Orth, a longtime writer for Vanity Fair magazine (and a 1964 Berkeley graduate), spoke to an audience at the Graduate School of Journalism on April 28 during a promotional tour for her new book, The Importance of Being Famous: Behind the Scenes of the Celebrity-Industrial Complex. As a special correspondent for Vanity Fair since 1993, Orth has interviewed the likes of Madonna, Margaret Thatcher, Vladimir Putin, Gerry Allen, and Tina Turner, among others.

The constant news cycle and the “monopolistic and congregated media empires” that span cable and network television and book publishing have contributed, said Orth, to a situation where “celebrity shelf life is much, much shorter” than ever before. As a result, “those who are able to command audience attention are worth a great deal more than they used to be and can demand more.”

A case in point is Michael Jackson, whom Orth has interviewed four times in the last decade. The New York Times reported that the King of Pop received $1 million for a CBS special that was to air after he dangled his baby from a Berlin hotel balcony. Jackson stipulated, however, that he be allowed to explain his behavior on the network’s “60 Minutes” news magazine. This kind of arrangement, said Orth, borders on “checkbook journalism,” which occurs when the networks or other news media are so desperate for ratings or readers that the newsmakers they’re pursuing can dictate the terms under which they’ll submit to coverage.

“We are really in a very dangerous moment,” she told the North Gate Hall audience. “As people who are trained to be journalists and trained to decide what’s going to go on the air or on the front page, you’ve got to be aware of the situation.”

Journalists might counter the lemming-like behavior so common in the media, said Orth, if they began to critique celebrity foibles rather than just report them without question. “If you show Michael Jackson, who is so addicted to fame that he steps on the hood of an SUV after he’s been arraigned for child molestation, why not use that footage and [then] ask what the signs … of pedophilia [are]?” she suggested.

All the opinions that fit
The veteran reporter expressed her concern that opinion is increasingly “masquerading as news.” Particularly on the Internet, she said, “point/counterpoint” serves as a substitute for analysis of the facts.

“It’s much easier to go on for 10 days about what Condi Rice is going to say before the 9-11 Commission than to report on the ground from Iraq,” asserted Orth.

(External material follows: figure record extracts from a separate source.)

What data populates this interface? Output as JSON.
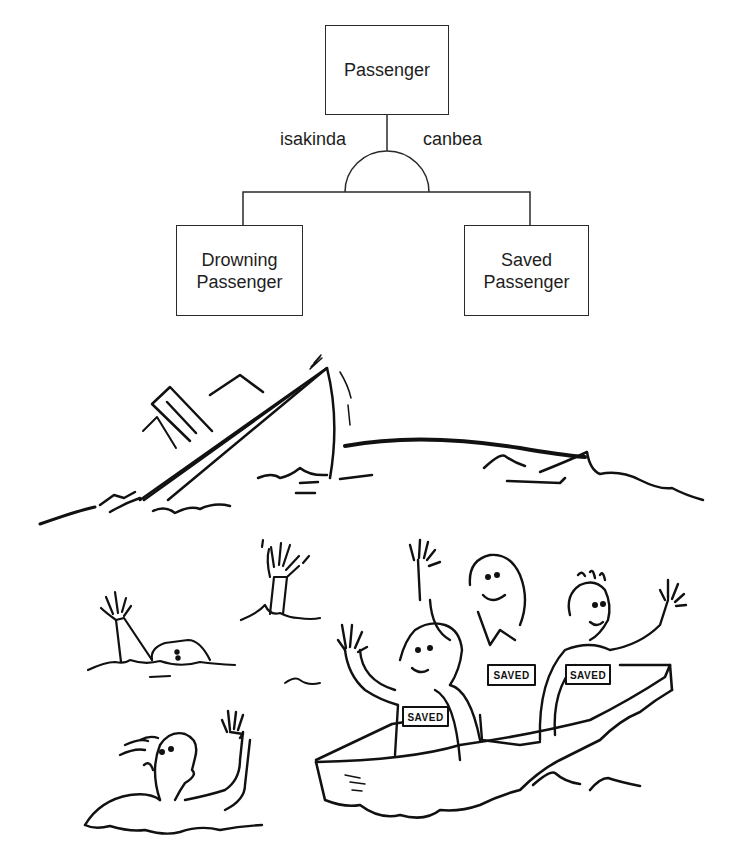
{
  "diagram": {
    "root": {
      "label": "Passenger"
    },
    "relation_left": "isakinda",
    "relation_right": "canbea",
    "children": [
      {
        "line1": "Drowning",
        "line2": "Passenger"
      },
      {
        "line1": "Saved",
        "line2": "Passenger"
      }
    ]
  },
  "illustration": {
    "scene": "sinking ship, drowning passengers, and saved passengers in a lifeboat",
    "badges": [
      "SAVED",
      "SAVED",
      "SAVED"
    ]
  }
}
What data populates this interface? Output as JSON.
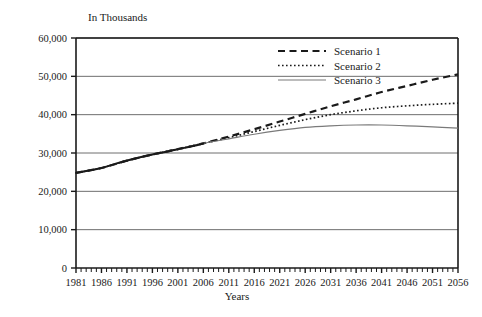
{
  "chart_data": {
    "type": "line",
    "title": "",
    "unit_label": "In Thousands",
    "xlabel": "Years",
    "ylabel": "",
    "xlim": [
      1981,
      2056
    ],
    "ylim": [
      0,
      60000
    ],
    "grid": true,
    "legend_position": "top-center-right",
    "yticks": [
      0,
      10000,
      20000,
      30000,
      40000,
      50000,
      60000
    ],
    "ytick_labels": [
      "0",
      "10,000",
      "20,000",
      "30,000",
      "40,000",
      "50,000",
      "60,000"
    ],
    "xticks": [
      1981,
      1986,
      1991,
      1996,
      2001,
      2006,
      2011,
      2016,
      2021,
      2026,
      2031,
      2036,
      2041,
      2046,
      2051,
      2056
    ],
    "xtick_labels": [
      "1981",
      "1986",
      "1991",
      "1996",
      "2001",
      "2006",
      "2011",
      "2016",
      "2021",
      "2026",
      "2031",
      "2036",
      "2041",
      "2046",
      "2051",
      "2056"
    ],
    "x_minor_tick_interval": 1,
    "x": [
      1981,
      1986,
      1991,
      1996,
      2001,
      2006,
      2011,
      2016,
      2021,
      2026,
      2031,
      2036,
      2041,
      2046,
      2051,
      2056
    ],
    "series": [
      {
        "name": "Scenario 1",
        "style": "dashed",
        "color": "#1a1a1a",
        "values": [
          24800,
          26100,
          28000,
          29600,
          31000,
          32500,
          34300,
          36200,
          38200,
          40200,
          42200,
          44000,
          45900,
          47500,
          49100,
          50500
        ]
      },
      {
        "name": "Scenario 2",
        "style": "dotted",
        "color": "#1a1a1a",
        "values": [
          24800,
          26100,
          28000,
          29600,
          31000,
          32500,
          34000,
          35600,
          37200,
          38700,
          40000,
          41000,
          41800,
          42300,
          42700,
          43000
        ]
      },
      {
        "name": "Scenario 3",
        "style": "solid",
        "color": "#7a7a7a",
        "values": [
          24800,
          26100,
          28000,
          29600,
          31000,
          32500,
          33700,
          34900,
          35900,
          36700,
          37100,
          37300,
          37300,
          37100,
          36800,
          36500
        ]
      }
    ],
    "historical_series": {
      "name": "historical",
      "style": "solid-thick",
      "color": "#1a1a1a",
      "x": [
        1981,
        1983,
        1986,
        1989,
        1991,
        1993,
        1996,
        1999,
        2001,
        2004,
        2006
      ],
      "values": [
        24800,
        25300,
        26100,
        27300,
        28000,
        28700,
        29600,
        30400,
        31000,
        31800,
        32500
      ]
    }
  },
  "legend": {
    "items": [
      {
        "label": "Scenario 1"
      },
      {
        "label": "Scenario 2"
      },
      {
        "label": "Scenario 3"
      }
    ]
  }
}
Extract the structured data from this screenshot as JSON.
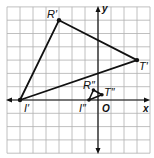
{
  "diagram": {
    "type": "coordinate-plane-dilation",
    "grid": {
      "x_min": -7,
      "x_max": 4,
      "y_min": -4,
      "y_max": 7,
      "line_color": "#b0b0b0",
      "axis_color": "#111111"
    },
    "axes": {
      "x_label": "x",
      "y_label": "y",
      "origin_label": "O"
    },
    "triangles": [
      {
        "name": "I'R'T'",
        "color": "#111111",
        "vertices": [
          {
            "label": "I'",
            "x": -6,
            "y": 0
          },
          {
            "label": "R'",
            "x": -3,
            "y": 6
          },
          {
            "label": "T'",
            "x": 3,
            "y": 3
          }
        ]
      },
      {
        "name": "I''R''T''",
        "color": "#111111",
        "vertices": [
          {
            "label": "I''",
            "x": -0.7,
            "y": 0
          },
          {
            "label": "R''",
            "x": -0.35,
            "y": 0.75
          },
          {
            "label": "T''",
            "x": 0.3,
            "y": 0.4
          }
        ]
      }
    ]
  },
  "labels": {
    "i_prime": "I′",
    "r_prime": "R′",
    "t_prime": "T′",
    "i_dprime": "I″",
    "r_dprime": "R″",
    "t_dprime": "T″",
    "x": "x",
    "y": "y",
    "o": "O"
  }
}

Orth also worried that “the media is asleep at the wheel.” She offered Arianna Huffington, a woman she calls “the most ruthless, opportunistic person I’ve ever encountered,” as an example. Orth interviewed Huffington and her former husband, Michael, when the latter was running for a California Senate seat in 1994. Before the article was published, Arianna Huffington hired a private detective to “dig up dirt” on Orth — a sign, the journalist says, that her subjects had something to hide.

When Orth asked Arianna Huffington about her volunteerism, a key element in her then-husband’s platform, she claimed active involvement with a nonprofit agency that helps homeless and abused children — claims that Orth found to be patently untrue. Huffington’s apparent mendacity was matched by her chutzpah: When Orth contacted the charity agency, she learned that Mrs. Huffington had hired a television crew to film her volunteering, though the agency says she contributed neither time nor money to their cause.

“If you do real investigative journalism about these people, you find out about these things,” said Orth. “While you can lament the idea that we’re living in this era of celebrity and personality, it also behooves the journalists here to get beyond the superficial and the spin and do the legwork and the research and the hard, hard work that takes to get the real story.”